Project Topi - Education

Education

The Society aims at increasing the literacy rate of the community and improving the standard and effectiveness of its educational institutions, and so, works:

  1. To help students with learning difficulties pursue their education by providing them with free tuition.
  2. To help deserving students pursue their education by providing them with financial aid and scholarships.
  3. To identify talented students in near bye schools and encourage them through various award ceremonies and helps them build confidence by making them compete with the best students in the country.
  4. To maintain the infrastructureof educational and civic institutes in needy areas.

The Executive Committee defines a deserving student as one who is unable to study because of:

  1. Lack of teacher(s).
  2. Medical reasons.
  3. Financial reasons.

Or any other difficulty or hindrance that is considered just by the Executive Committee.

Read more about this topic:  Project Topi

Famous quotes containing the word education:

    Meantime the education of the general mind never stops. The reveries of the true and simple are prophetic. What the tender poetic youth dreams, and prays, and paints today, but shuns the ridicule of saying aloud, shall presently be the resolutions of public bodies, then shall be carried as grievance and bill of rights through conflict and war, and then shall be triumphant law and establishment for a hundred years, until it gives place, in turn, to new prayers and pictures.
    Ralph Waldo Emerson (1803–1882)

    In this world, which is so plainly the antechamber of another, there are no happy men. The true division of humanity is between those who live in light and those who live in darkness. Our aim must be to diminish the number of the latter and increase the number of the former. That is why we demand education and knowledge.
    Victor Hugo (1802–1885)

    It is not every man who can be a Christian, even in a very moderate sense, whatever education you give him. It is a matter of constitution and temperament, after all. He may have to be born again many times. I have known many a man who pretended to be a Christian, in whom it was ridiculous, for he had no genius for it. It is not every man who can be a free man, even.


As the answer, give a copy of each line below that includes the word "horizontal".

▬▬▬

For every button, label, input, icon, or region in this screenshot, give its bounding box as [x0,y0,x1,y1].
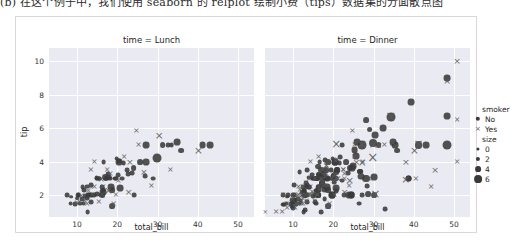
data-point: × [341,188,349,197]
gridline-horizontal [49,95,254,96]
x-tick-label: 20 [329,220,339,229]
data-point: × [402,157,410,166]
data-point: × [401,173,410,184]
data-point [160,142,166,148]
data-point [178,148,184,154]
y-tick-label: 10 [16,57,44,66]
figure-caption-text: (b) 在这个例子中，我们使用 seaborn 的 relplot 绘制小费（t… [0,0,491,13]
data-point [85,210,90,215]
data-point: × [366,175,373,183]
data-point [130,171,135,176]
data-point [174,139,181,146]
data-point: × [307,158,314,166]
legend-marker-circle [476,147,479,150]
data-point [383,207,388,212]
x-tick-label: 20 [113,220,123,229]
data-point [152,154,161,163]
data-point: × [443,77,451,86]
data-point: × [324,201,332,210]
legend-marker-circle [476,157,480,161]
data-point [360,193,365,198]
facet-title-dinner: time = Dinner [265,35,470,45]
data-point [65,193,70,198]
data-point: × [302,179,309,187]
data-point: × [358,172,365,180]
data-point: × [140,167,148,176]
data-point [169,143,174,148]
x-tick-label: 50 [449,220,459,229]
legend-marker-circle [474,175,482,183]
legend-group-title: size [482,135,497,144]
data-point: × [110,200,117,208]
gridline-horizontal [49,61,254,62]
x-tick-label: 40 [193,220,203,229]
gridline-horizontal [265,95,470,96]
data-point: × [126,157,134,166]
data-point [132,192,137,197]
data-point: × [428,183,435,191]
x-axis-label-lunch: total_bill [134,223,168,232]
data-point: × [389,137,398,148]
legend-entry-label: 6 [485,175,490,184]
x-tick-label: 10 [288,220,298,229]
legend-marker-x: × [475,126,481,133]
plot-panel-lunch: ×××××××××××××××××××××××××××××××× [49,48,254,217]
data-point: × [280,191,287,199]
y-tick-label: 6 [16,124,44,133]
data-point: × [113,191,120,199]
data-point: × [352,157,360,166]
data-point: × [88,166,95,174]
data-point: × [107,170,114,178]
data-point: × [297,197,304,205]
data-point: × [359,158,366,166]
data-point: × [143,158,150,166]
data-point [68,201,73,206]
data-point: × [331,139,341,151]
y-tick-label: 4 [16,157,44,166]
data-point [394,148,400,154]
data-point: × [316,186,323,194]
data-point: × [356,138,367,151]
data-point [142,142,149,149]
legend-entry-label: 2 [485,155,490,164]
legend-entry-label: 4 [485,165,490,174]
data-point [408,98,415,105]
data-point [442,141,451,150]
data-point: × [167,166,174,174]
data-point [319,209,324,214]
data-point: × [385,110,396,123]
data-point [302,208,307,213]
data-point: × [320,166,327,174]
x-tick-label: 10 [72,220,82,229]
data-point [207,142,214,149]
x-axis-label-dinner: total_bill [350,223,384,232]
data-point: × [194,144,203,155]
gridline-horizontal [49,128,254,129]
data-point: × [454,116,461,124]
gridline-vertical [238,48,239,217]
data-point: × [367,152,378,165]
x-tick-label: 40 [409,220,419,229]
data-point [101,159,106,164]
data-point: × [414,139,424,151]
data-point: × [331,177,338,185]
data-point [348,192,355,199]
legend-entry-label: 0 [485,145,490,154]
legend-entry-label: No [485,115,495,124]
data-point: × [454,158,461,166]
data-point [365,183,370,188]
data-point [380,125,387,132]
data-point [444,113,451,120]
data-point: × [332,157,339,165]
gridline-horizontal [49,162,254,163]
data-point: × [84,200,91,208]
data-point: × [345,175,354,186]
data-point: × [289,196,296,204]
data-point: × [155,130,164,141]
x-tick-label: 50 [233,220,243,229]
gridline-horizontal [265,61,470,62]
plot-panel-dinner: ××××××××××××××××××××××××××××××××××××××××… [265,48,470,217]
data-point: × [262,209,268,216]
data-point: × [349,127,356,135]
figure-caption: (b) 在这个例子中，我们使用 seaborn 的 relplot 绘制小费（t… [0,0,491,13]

▬▬▬

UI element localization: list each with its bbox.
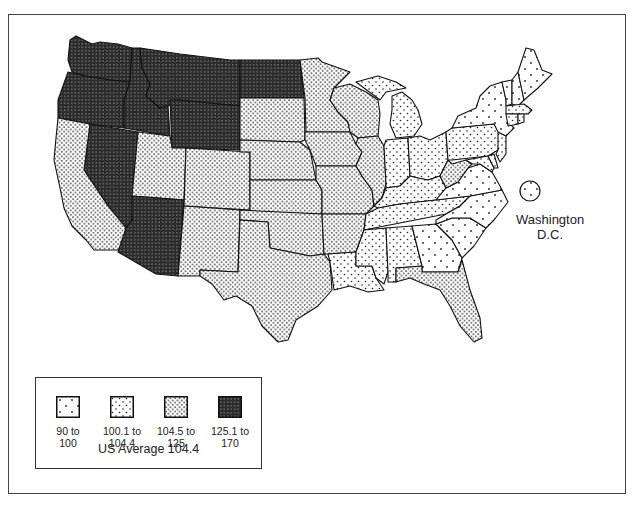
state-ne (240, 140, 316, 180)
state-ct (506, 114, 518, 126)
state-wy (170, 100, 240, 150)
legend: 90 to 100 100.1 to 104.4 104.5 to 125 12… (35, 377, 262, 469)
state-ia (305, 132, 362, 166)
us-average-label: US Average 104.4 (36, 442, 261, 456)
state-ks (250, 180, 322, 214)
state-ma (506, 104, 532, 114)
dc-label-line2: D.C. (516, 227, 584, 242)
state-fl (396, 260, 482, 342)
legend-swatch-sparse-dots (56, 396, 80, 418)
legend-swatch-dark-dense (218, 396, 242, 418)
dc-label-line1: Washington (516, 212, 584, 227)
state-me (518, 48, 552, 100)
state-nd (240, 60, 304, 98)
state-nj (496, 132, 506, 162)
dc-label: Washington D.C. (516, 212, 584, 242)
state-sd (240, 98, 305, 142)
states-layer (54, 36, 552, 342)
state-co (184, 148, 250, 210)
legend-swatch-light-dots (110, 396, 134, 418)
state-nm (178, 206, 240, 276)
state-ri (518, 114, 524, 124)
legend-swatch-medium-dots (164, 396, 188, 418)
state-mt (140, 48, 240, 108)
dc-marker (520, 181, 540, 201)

▬▬▬

# Problem solution
gridline-horizontal [49,95,254,96]
gridline-horizontal [49,61,254,62]
gridline-horizontal [265,95,470,96]
gridline-horizontal [49,128,254,129]
gridline-horizontal [49,162,254,163]
gridline-horizontal [265,61,470,62]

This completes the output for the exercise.